On 11/10/23 11:00, Patrick O'Neill wrote:

On 11/9/23 17:34, Jeff Law wrote:


On 11/3/23 00:18, Patrick O'Neill wrote:
On non-vector targets dejagnu attempts dg-do compile for pr95401.cc.
This produces a command like this:
g++ pr95401.cc pr95401a.cc -S -o pr95401.s

which isn't valid (gcc does not accept multiple input files when using
-S with -o).

This patch adds require-effective-target vect_int to avoid the case
where the testcase is invoked with dg-do compile.

gcc/testsuite/ChangeLog:

    * g++.dg/vect/pr95401.cc: Add require-effective-target vect_int.
Sorry, I must be missing something here.  I fail to see how adding an effective target check would/should impact the problem you've described above with the dg-additional-sources interaction with -S.

It's not intuitive (& probably not the cleanest way of solving it).

pr95401.cc is an invalid testcase when run with dg-do compile (for the reasons above).

pr95401.cc <https://gcc.gnu.org/git/?p=gcc.git;a=blob;f=gcc/testsuite/g%2B%2B.dg/vect/pr95401.cc;h=6a56dab095722b01d912416352df17f0d91dfd27;hb=HEAD> does not define a dg-do, which means it uses the testcase uses dg-do-what-default <https://gcc.gnu.org/git/?p=gcc.git;a=blob;f=gcc/testsuite/g%2B%2B.dg/vect/vect.exp;h=fc77120a83173c65ad147e8bb7c29ac82f06bb6d;hb=HEAD#l30> to determine what to do. dg-do-what-default is set by target-supports.exp <https://gcc.gnu.org/git/?p=gcc.git;a=blob;f=gcc/testsuite/lib/target-supports.exp;h=1a7bea96c1e4ccb8ef30ac7012c04e8d44c5ad01;hb=HEAD#l11532>.

The two options here are set dg-do-what-default run or compile.
On non-vector targets the pr95401 is set to compile (which is invalid).

Ideally we would say if dg-do-what-default == compile don't run, but AFAIK that isn't possible. I didn't want to duplicate the check_vect_support_and_set_flags logic to return true/false since that'll probably get out of sync.

I used require-effective-target vect_int as a proxy for check_vect_support_and_set_flags (also since the testcase only contains integer arrays).

That way we do this now:
dg-do-what-default run -> run
dg-do-what-default compile -> skip test

If there's a cleaner/better approach I'm happy to revise.
Another approach would be to make this a run test -- without actually running the vector bits. ie, set it up so that it can safely run on any target.

volatile bool x = false;

main()
{
  if (x)
    call the vector function that already exists
  exit (0);
}

Though that may run afoul of other issues.

So if you want to go forward with your patch, that's fine, just add a comment about how adding the effective-target test works around the problem.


Please print all of the records shown below, exactly as given.

━━ Material for this exercise

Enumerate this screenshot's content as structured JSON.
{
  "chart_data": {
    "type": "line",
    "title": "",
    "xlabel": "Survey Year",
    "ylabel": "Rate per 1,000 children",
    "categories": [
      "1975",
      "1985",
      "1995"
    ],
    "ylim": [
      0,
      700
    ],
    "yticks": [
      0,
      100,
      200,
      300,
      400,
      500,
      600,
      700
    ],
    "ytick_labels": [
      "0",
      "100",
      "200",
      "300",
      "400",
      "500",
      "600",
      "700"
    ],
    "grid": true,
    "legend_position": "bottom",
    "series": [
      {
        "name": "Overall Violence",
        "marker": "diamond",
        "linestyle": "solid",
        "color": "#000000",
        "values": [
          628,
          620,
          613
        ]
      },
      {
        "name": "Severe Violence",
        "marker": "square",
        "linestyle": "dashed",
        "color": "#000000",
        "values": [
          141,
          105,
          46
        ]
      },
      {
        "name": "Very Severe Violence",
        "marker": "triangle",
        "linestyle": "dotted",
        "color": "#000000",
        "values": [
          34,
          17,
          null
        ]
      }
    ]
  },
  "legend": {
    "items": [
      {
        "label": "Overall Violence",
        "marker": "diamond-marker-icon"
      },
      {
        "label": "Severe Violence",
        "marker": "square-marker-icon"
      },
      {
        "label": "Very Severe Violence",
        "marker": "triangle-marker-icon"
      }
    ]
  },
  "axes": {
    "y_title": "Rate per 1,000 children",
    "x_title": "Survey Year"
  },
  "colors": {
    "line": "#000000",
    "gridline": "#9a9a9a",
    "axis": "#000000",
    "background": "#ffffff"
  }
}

━━━━

● Finished task:
Enumerate this screenshot's content as structured JSON.
{
  "chart_data": {
    "type": "line",
    "title": "",
    "xlabel": "Survey Year",
    "ylabel": "Rate per 1,000 children",
    "categories": [
      "1975",
      "1985",
      "1995"
    ],
    "ylim": [
      0,
      700
    ],
    "yticks": [
      0,
      100,
      200,
      300,
      400,
      500,
      600,
      700
    ],
    "ytick_labels": [
      "0",
      "100",
      "200",
      "300",
      "400",
      "500",
      "600",
      "700"
    ],
    "grid": true,
    "legend_position": "bottom",
    "series": [
      {
        "name": "Overall Violence",
        "marker": "diamond",
        "linestyle": "solid",
        "color": "#000000",
        "values": [
          628,
          620,
          613
        ]
      },
      {
        "name": "Severe Violence",
        "marker": "square",
        "linestyle": "dashed",
        "color": "#000000",
        "values": [
          141,
          105,
          46
        ]
      },
      {
        "name": "Very Severe Violence",
        "marker": "triangle",
        "linestyle": "dotted",
        "color": "#000000",
        "values": [
          34,
          17,
          null
        ]
      }
    ]
  },
  "legend": {
    "items": [
      {
        "label": "Overall Violence",
        "marker": "diamond-marker-icon"
      },
      {
        "label": "Severe Violence",
        "marker": "square-marker-icon"
      },
      {
        "label": "Very Severe Violence",
        "marker": "triangle-marker-icon"
      }
    ]
  },
  "axes": {
    "y_title": "Rate per 1,000 children",
    "x_title": "Survey Year"
  },
  "colors": {
    "line": "#000000",
    "gridline": "#9a9a9a",
    "axis": "#000000",
    "background": "#ffffff"
  }
}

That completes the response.